Event
Summary
Two columnists
have independently sounded the death knell for Internet advertising. Widely
respected usability expert Jakob Nielsen believes that the strategy of building
businesses based on getting revenues from selling ad space is no longer viable.
Infoworld columnist Dylan Tweney goes further, and predicts the demise of the
Internet advertising industry. Tweney cites declining clickthrough rates and
the estimated spending for television ads to promote websites in 1999, which
at $3.5 billion is larger than the total $3 billion estimated for all Internet
advertising for the year. Nielsen suggests that users simply ignore ads, and
says that branding on the Web comes from experience rather than banner ads.
Both are right,
in that they identify real symptoms. But as the docs on ER will tell you, the
jump from symptoms to diagnosis is never clear-cut, and you never pick the time
of death ahead of time. We believe that the Internet advertising industry will
save itself by reinventing itself, a process which has already started.
For example,
in a study done for CBS SportsLine by AdKnowledge, as reported in The Industry
Standard, clickthroughs turned out not to be as important as previously thought.
While 12 percent of sales attributed to an advertising campaign were the result
of clickthroughs, 49 percent came from people who had seen the ads but not clicked,
and another 39% were from repeat visitors who had either clicked or viewed the
ad on a previous visit. The British magazine The Economist points out that the
amount of web inventory is so huge that most of the time visitors will necessarily
see ads of no interest or ads that they had already viewed. Conclusion: don't
look at the ads that people ignore, look instead at the few they attend to.
Some companies
are doing exactly this. NetGravity (Nasdaq: NETG) has a product called Boomerang
that lets advertisers target ads to people who have previously been receptive
to them. Engage (Nasdaq: ENGA) accumulates detailed profiles of surfers that
its AudienceNet product can use to serve ads based on their interests as revealed
by previous surfing.
There will
also be new technologies coming soon to make the transition from ad to sale
smoother, including rich-media banners that can effect a sale without taking
the surfer to the advertisers' site. And one web site has been launched, with
more than $10 million in first round funding, to provide surfers with a new
randomly chosen web site whenever they want. Priority positions in the lottery
will be sold to "advertisers." A study by Quicken.com found that 84 percent
of respondants have employed non-banner-advertising. Companies look at e-mail,
new technology, and sponsorships. However banners, at 58% of all creative advertising,
remain the most prominent category.
Finally, there
are many vertical portals whose users actually want to see the ads. Just as
professionals and specialists look at the ads in the magazines they get, they
see the ads on specialized sites as a primary source of information about vendors
and products.
Conclusion
Advertising
on the Internet is not going away. A case can be made that banner ads will disappear,
but we doubt it. They have a certain success rate both in branding and attracting
clicks, and by their presence provide useful information to feed the more directed
kinds of advertising like AudienceNet. Things will change, to be sure, but the
continuing growth in revenues from selling "advertising" will remain the same.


Work required
Only an exact copy of the entries, stripped of pictures, will serve as the answer.

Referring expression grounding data
--

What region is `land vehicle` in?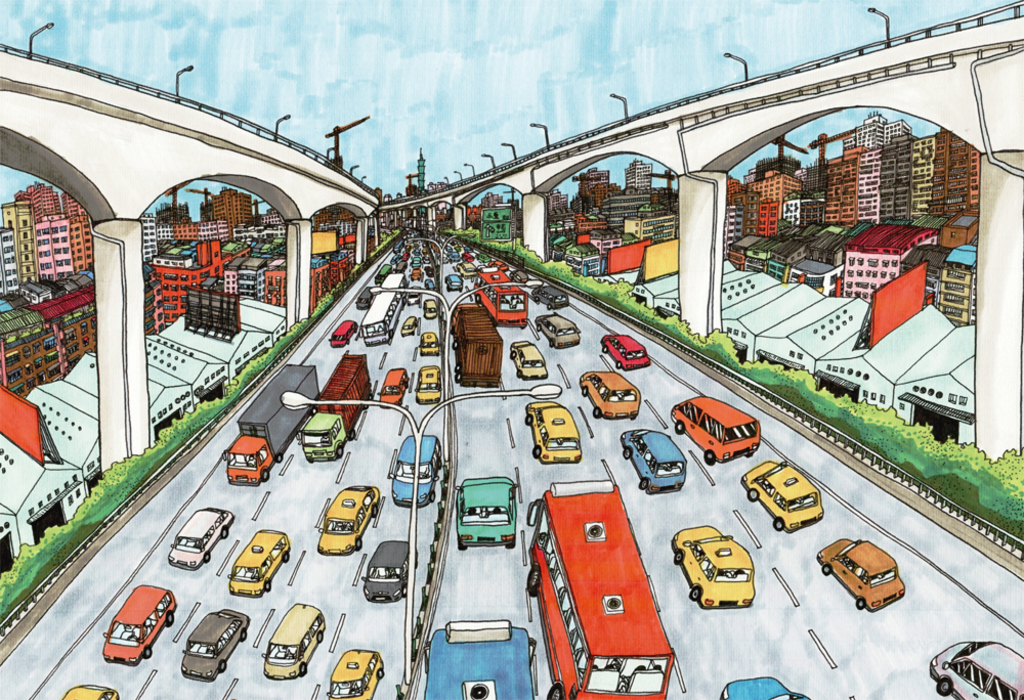
<box>515,273,521,278</box>.
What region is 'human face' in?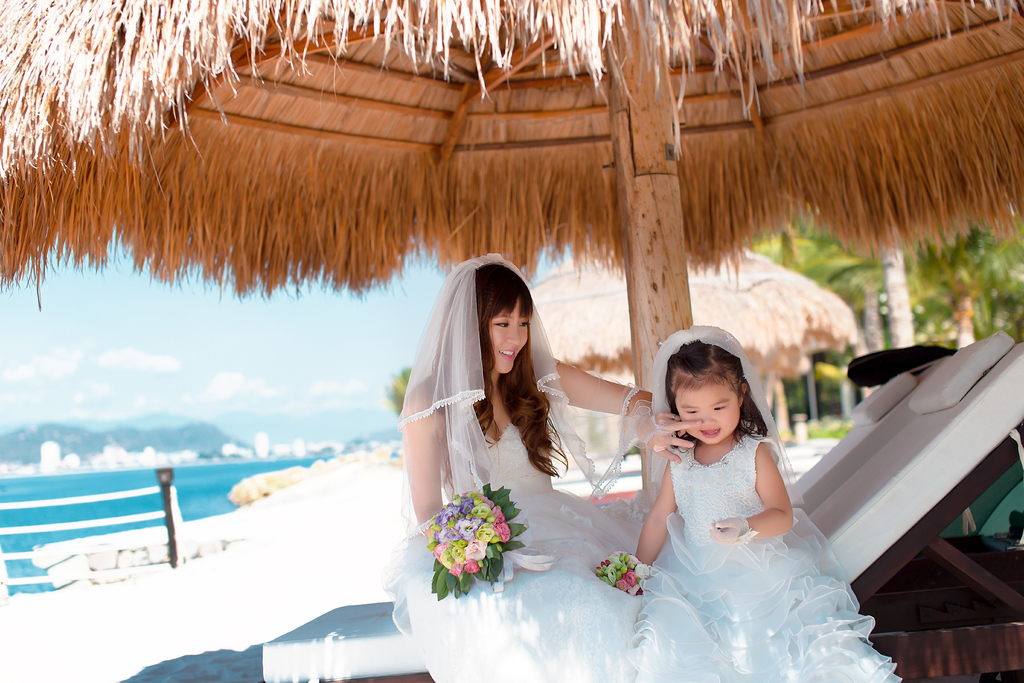
rect(489, 297, 529, 374).
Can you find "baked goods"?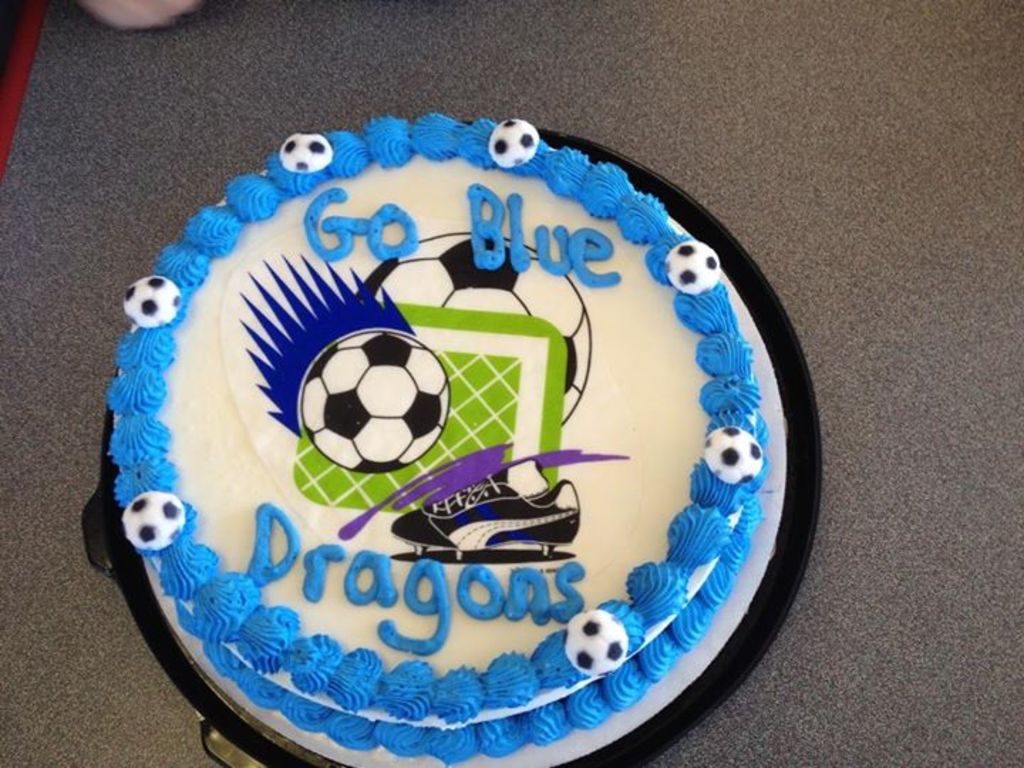
Yes, bounding box: bbox=[105, 117, 781, 767].
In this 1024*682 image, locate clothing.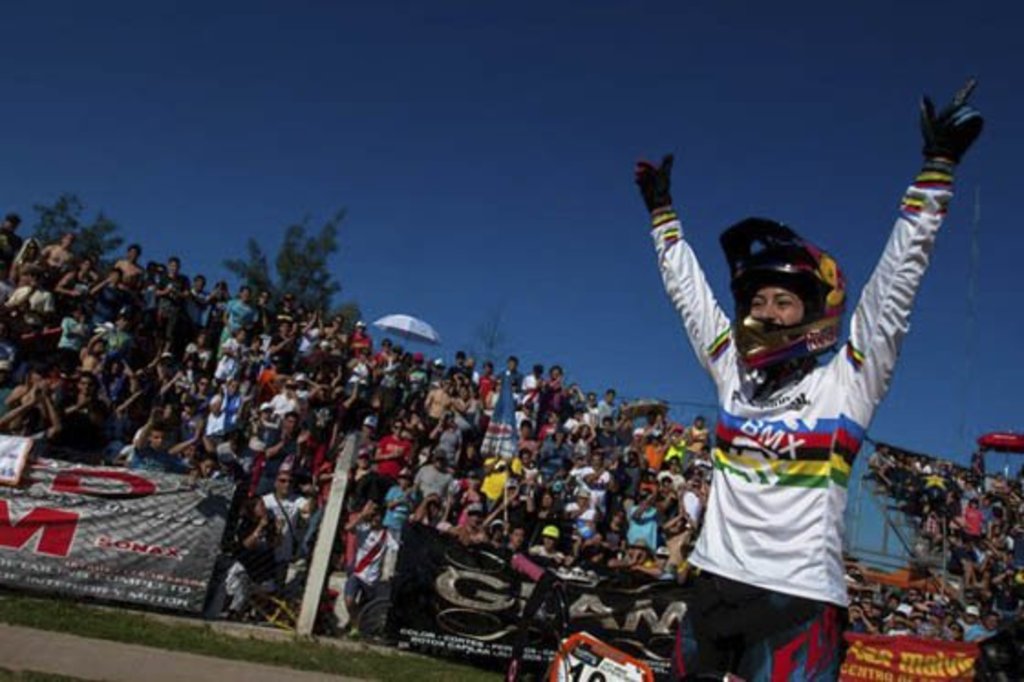
Bounding box: <box>539,424,572,441</box>.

--

Response area
What region is `land vehicle` in?
<box>515,273,521,278</box>.
What region is 'human face' in?
rect(489, 297, 529, 374).
Can you find "baked goods"?
Yes, bounding box: bbox=[105, 117, 781, 767].
In this 1024*682 image, locate clothing.
Bounding box: <box>539,424,572,441</box>.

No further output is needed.